Award-winning Canadian musical ‘Life After’ heads to Chicago’s Goodman Theatre

There is more life for the award-winning Canadian musical “Life After” south of the border.

“Life After,” by composer, lyricist and writer Britta Johnson, is scheduled for a five-week engagement in Chicago this summer at Goodman Theatre, the city’s largest not-for-profit theatre company.

This is the show’s third major production in five years, following its U.S. premiere at San Diego’s Old Globe Theatre in 2019 and a run at Toronto’s Canadian Stage in 2017.

“It feels like a dream come true to bring ‘Life After’ to Chicago,” said Johnson, who was raised in Stratford. “After the wild ride the past couple of years has been — specifically what this particular project has been through — it’s a thrill to see it on the horizon again.”

The chamber musical follows Alice, a 16-year-old who is forced to reckon with the sudden death of her famous — and often absent — father. While the rest of her family moves on, the teenager is left to pick up the pieces and come to terms with her complex relationship with her father.

Though the musical is fictional, Johnson draws upon her experience with grief, particularly following the death of her father when she was a child. She began writing the musical when she was 18 while a playwright-in-residence at the Paprika Festival, a mentorship program for emerging theatre artists. For over a decade off and on, Johnson continued to work on “Life After.”

“The foundation, its core questions, and even a lot of its central songs and themes have remained untouched,” said Johnson, reflecting on the show’s development. “But the colours with which I’ve coloured in the walls of the buildings have gotten a lot richer and a lot more nuanced.”

Robert Falls, artistic director of Goodman Theatre, first heard of “Life After” through his friends in Toronto, who had seen the 2017 production. “I remember how they felt it was one of the most moving and beautiful productions they had ever seen,” he said.

When “The Outsiders,” a musical based on the 1983 Francis Ford Coppola movie, was postponed, leaving an opening in the season, an opportunity presented itself to bring Johnson’s musical to Chicago. The pieces started to fall into place last year, after Falls listened to the score and read the script.

“It has a gorgeous score and I don’t use that word very often around scores,” Falls said. “God knows we’re living in an era of jukebox musicals. So to have a completely original story and original musical — something heartfelt and elegant and complicated — was like having a gift dropped in our lap … I just fell in love with the show.”

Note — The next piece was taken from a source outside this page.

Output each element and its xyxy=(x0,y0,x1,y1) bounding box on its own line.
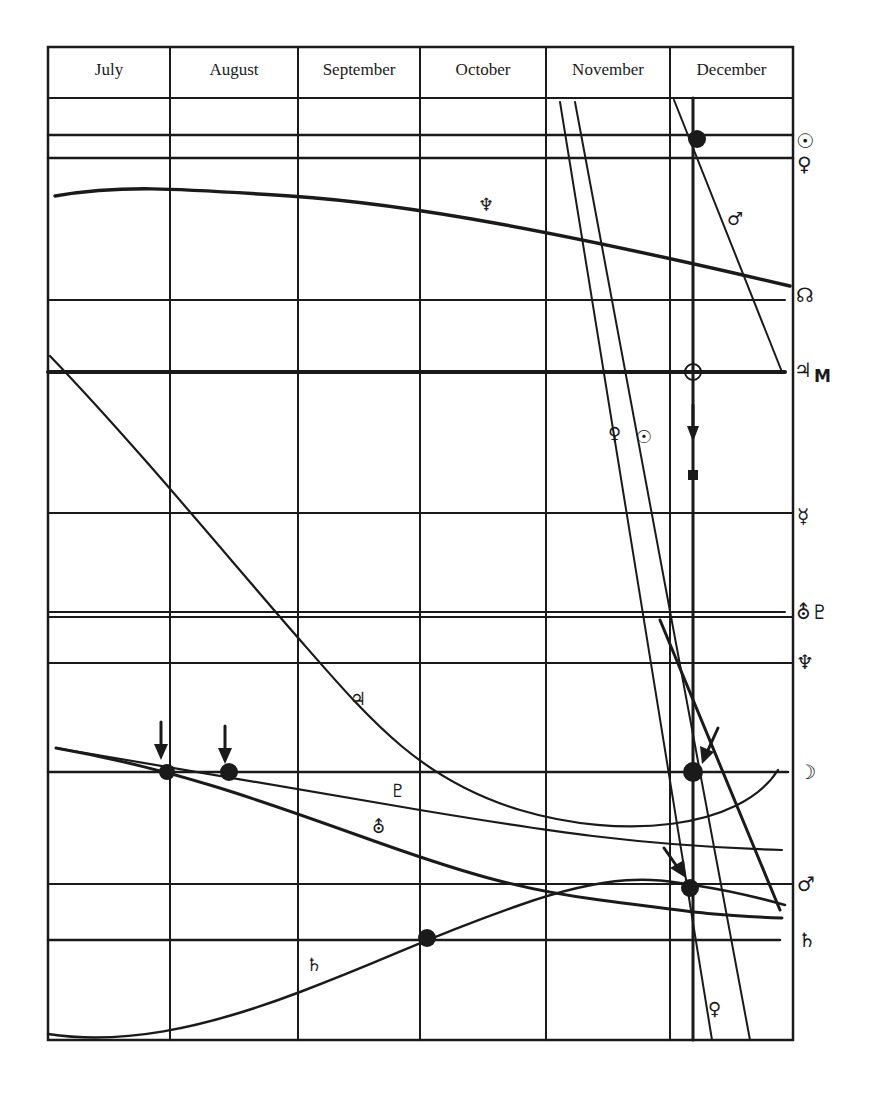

In 2016, the musical was a hit at the Toronto Fringe Festival, receiving the Paul O’Sullivan Prize for Musical Theatre. An expanded production at Canadian Stage the following year was met with similar acclaim and garnered six Dora Awards, including Outstanding New Musical. (The Star’s Carly Maga gave the show three-and-a-half stars, calling it “an intense, layered whirlwind of humour, grief and humanity.”)

Mitchell Marcus, founder and CEO of the Musical Stage Company, where Johnson was a composer-in-residence in its three-year Crescendo Series program, says working with an artist of her magnitude is exceedingly rare. “I remember so often turning to Robert (McQueen, director of the 2017 production) and saying, ‘This is what it would have felt like to be in the room with Stephen Sondheim in 1968, just before he broke through.’”

Seeing “Life After” succeed internationally also gives Marcus hope for the future of Canadian musical theatre.

“If Canadian musical theatre was going to work we cannot end up in the trap that, unfortunately, Canadian plays very often fall into, which is they get one production and then you never hear about it again,” he said. “(This news) allows me to dream again and believe that it’s possible for artists to succeed internationally.”

The pandemic has complicated the journey of “Life After.” Shortly after the show concluded its San Diego run in April 2019, Washington, D.C.’s Arena Stage announced a production slated for 2021, which was postponed and then ultimately cancelled due to the pandemic.

This Chicago production will be led by New York-based director Annie Tippe, who was to helm the Arena Stage production. It is to run June 11 to July 17 at Goodman’s 856-seat Albert Theatre.